Study Uncovers Two Novel Agents that Combat Chronic Tendon Inflammation

By DocWire News Editors - Last Updated: June 29, 2023

A study recently published in The American Journal of Pathology has identified new potential therapies for reducing inflammation in patients with chronic inflammation related to tendon injuries. Being that these are common injuries, particularly in older populations, researchers are searching for better ways to improve these patients’ symptoms. With this new study conducted by researchers in the UK, potential new therapeutics for patients with chronic tendon inflammation have been identified.

Advertisement

“Our study informs new therapeutic approaches that target diseased cells and promote resolution of tendon inflammation, harnessing the body’s own natural responses for therapeutic gain,” said Stephanie G. Dakin, PhD, BVetMed, Nuffield Department of Orthopaedics, Rheumatology and Musculoskeletal Sciences, Botnar Research Centre, University of Oxford, Nuffield Orthopaedic Centre, Oxford, UK.

Specifically, this study shows the anti-inflammatory effects of lipoxin B4 (LXB4) and Resolvin E1 (RvE1), two specialized proresolving mediators (SPMs), on cultured tendon cells with induced shoulder tendon disease. The resident stromal cells, particularly fibroblasts, are key contributors to inflammatory joint diseases, as per Dakin and colleagues.

Once one is injured, their fibroblasts are activated and undergo a form of inflammation memory that contributes to the transition from acute to chronic inflammation. Once this occurs, these fibroblasts cannot return to their normal state. The SPMs used in this UK study interfere with this chronic inflammatory transition, enabling fibroblasts to resolve inflammation of the tendon.

Undurti N Das, MD, DSc, UND Life Sciences, Battle Ground, WA, USA, and BioScience Research Centre and Department of Medicine, GVP Medical College and Hospital, Visakhapatnam, India, touched on the importance of understanding the communication that occurs between resident stromal cells like fibroblasts. Specifically, Das noted that this understanding is important in not only the cells partaking in inflammatory joint diseases, but those involved in the transition from acute to chronic inflammation, tissue resident and incoming macrophages, other infiltrating immune cells, and endothelial cells as well. Understanding all of these different concepts is important to both the disease process and the development of new therapies.

“In this context, the report by Dakin et al is of substantial interest to the field. It establishes that tendon stromal cells isolated from patients with tendon tears show pro-inflammatory phenotype and secrete significantly higher amounts of interleukin (IL)-6 with dysregulated production and action of lipoxin A4, resolvins, protectins, and maresins compared to normal cells,” Das explained.

“There is a clear unmet clinical need to develop effective new therapeutic approaches to treat tendon disease,” added Dr. Dakin. “SPMs, including LXB4 and RvE1, may target diseased cells and potentiate resolution of chronic tendon inflammation.”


▶ **Instructions to follow**
Beginning with the line where "Task: Click on the a: Viešieji" appears, restate the lines word for word through the last one in the listing.

════════

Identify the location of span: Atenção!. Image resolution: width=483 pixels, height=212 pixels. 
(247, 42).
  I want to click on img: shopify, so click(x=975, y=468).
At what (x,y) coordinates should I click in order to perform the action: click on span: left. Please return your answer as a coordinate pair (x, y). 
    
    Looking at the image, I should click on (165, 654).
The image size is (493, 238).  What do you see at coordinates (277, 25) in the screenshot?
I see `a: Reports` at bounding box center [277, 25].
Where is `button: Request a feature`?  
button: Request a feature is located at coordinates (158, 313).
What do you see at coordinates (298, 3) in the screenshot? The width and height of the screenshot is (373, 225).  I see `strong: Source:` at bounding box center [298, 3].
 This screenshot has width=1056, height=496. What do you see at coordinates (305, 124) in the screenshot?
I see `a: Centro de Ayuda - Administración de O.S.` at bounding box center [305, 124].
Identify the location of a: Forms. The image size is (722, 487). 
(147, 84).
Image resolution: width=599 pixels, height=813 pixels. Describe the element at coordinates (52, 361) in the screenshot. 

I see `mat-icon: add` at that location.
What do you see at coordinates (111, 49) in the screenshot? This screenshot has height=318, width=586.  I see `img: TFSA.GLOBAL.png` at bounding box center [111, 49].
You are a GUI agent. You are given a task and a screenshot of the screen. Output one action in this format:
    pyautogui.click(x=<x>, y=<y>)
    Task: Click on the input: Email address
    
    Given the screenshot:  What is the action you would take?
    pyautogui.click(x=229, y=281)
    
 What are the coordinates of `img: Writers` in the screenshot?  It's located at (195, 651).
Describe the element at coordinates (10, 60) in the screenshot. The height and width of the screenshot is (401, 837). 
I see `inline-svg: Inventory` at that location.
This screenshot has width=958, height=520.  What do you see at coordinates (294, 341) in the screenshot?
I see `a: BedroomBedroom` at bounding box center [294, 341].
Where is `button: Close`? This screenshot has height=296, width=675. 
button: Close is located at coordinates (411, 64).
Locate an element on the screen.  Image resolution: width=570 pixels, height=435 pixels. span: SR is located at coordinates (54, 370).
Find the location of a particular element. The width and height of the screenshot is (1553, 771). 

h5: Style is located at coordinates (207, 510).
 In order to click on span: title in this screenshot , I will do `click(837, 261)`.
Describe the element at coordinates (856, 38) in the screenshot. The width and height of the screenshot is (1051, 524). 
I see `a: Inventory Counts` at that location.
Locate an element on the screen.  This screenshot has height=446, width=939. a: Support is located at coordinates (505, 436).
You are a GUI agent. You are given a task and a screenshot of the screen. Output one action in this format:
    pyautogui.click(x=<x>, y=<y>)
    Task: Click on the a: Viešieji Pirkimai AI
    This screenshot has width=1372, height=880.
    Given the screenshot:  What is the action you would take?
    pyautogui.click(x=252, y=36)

════════

▶ **Task result**
    Task: Click on the a: Viešieji Pirkimai AI
    This screenshot has width=1372, height=880.
    Given the screenshot:  What is the action you would take?
    pyautogui.click(x=252, y=36)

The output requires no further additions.